### Task statement
Retype exactly the lines from the one that contains "Locate an element" through the end of the listing, both included, but not the pictures.

### Record extracts
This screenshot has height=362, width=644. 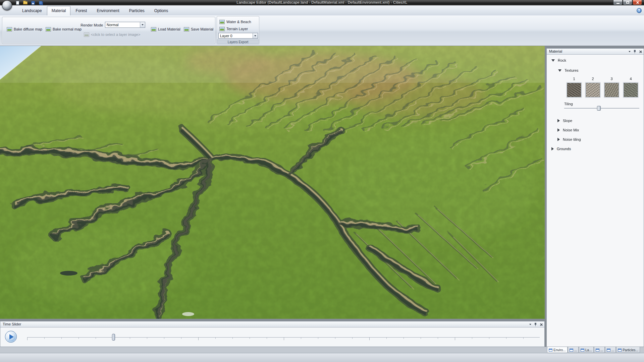 I want to click on noise-tiling-label: Noise tiling, so click(x=572, y=139).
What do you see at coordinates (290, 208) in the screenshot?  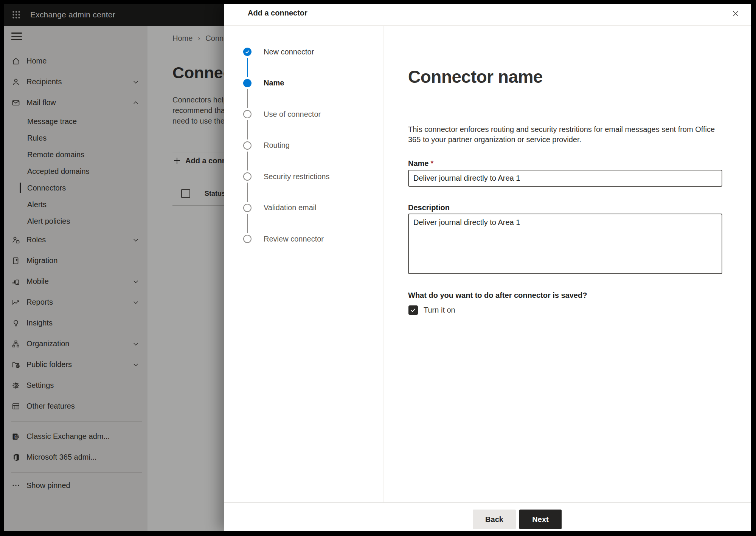 I see `step-label: Validation email` at bounding box center [290, 208].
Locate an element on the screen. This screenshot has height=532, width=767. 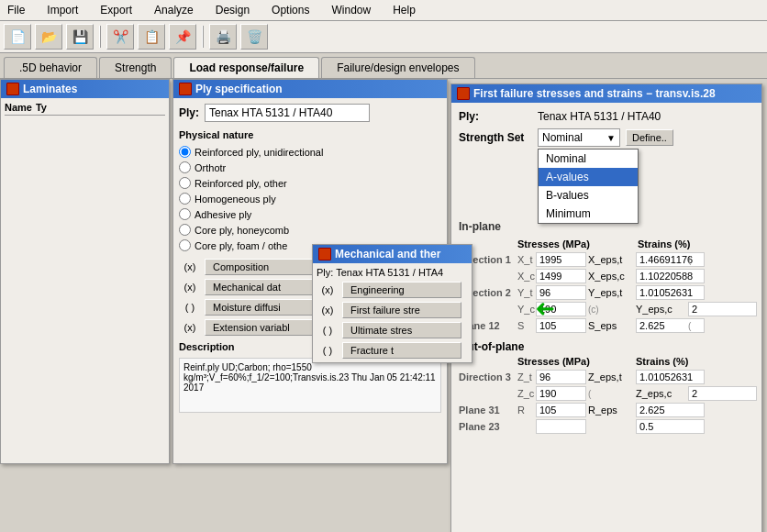
toolbar-open: 📂 is located at coordinates (49, 37).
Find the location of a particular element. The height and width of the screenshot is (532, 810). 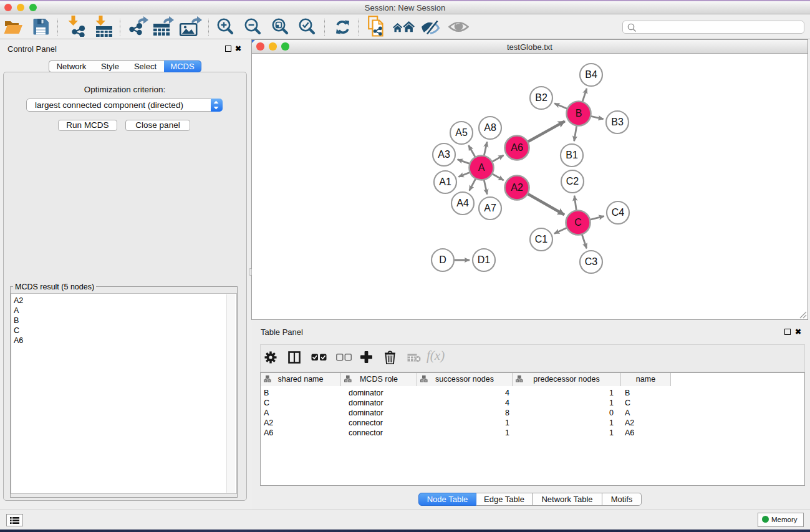

svg-text: B is located at coordinates (579, 114).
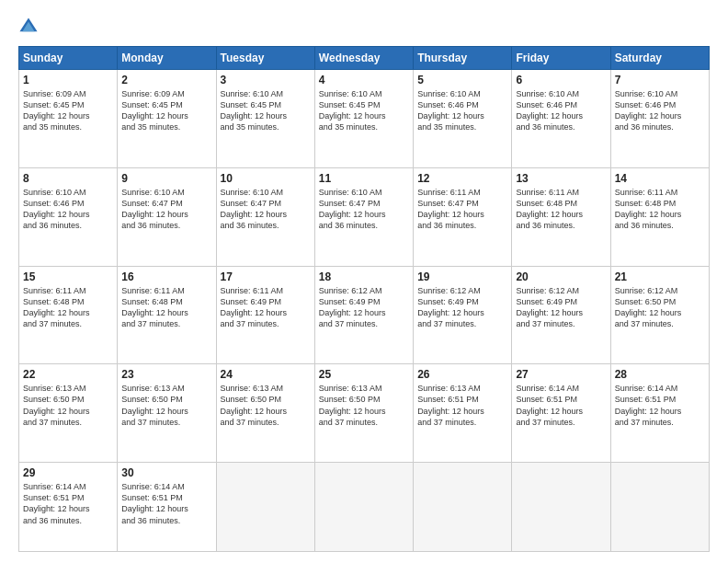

### Your solution
Locate an element on the screen. This screenshot has height=532, width=767. 
toolbar-open: 📂 is located at coordinates (49, 37).
Find the location of a particular element. The height and width of the screenshot is (532, 810). 

svg-text: B is located at coordinates (579, 114).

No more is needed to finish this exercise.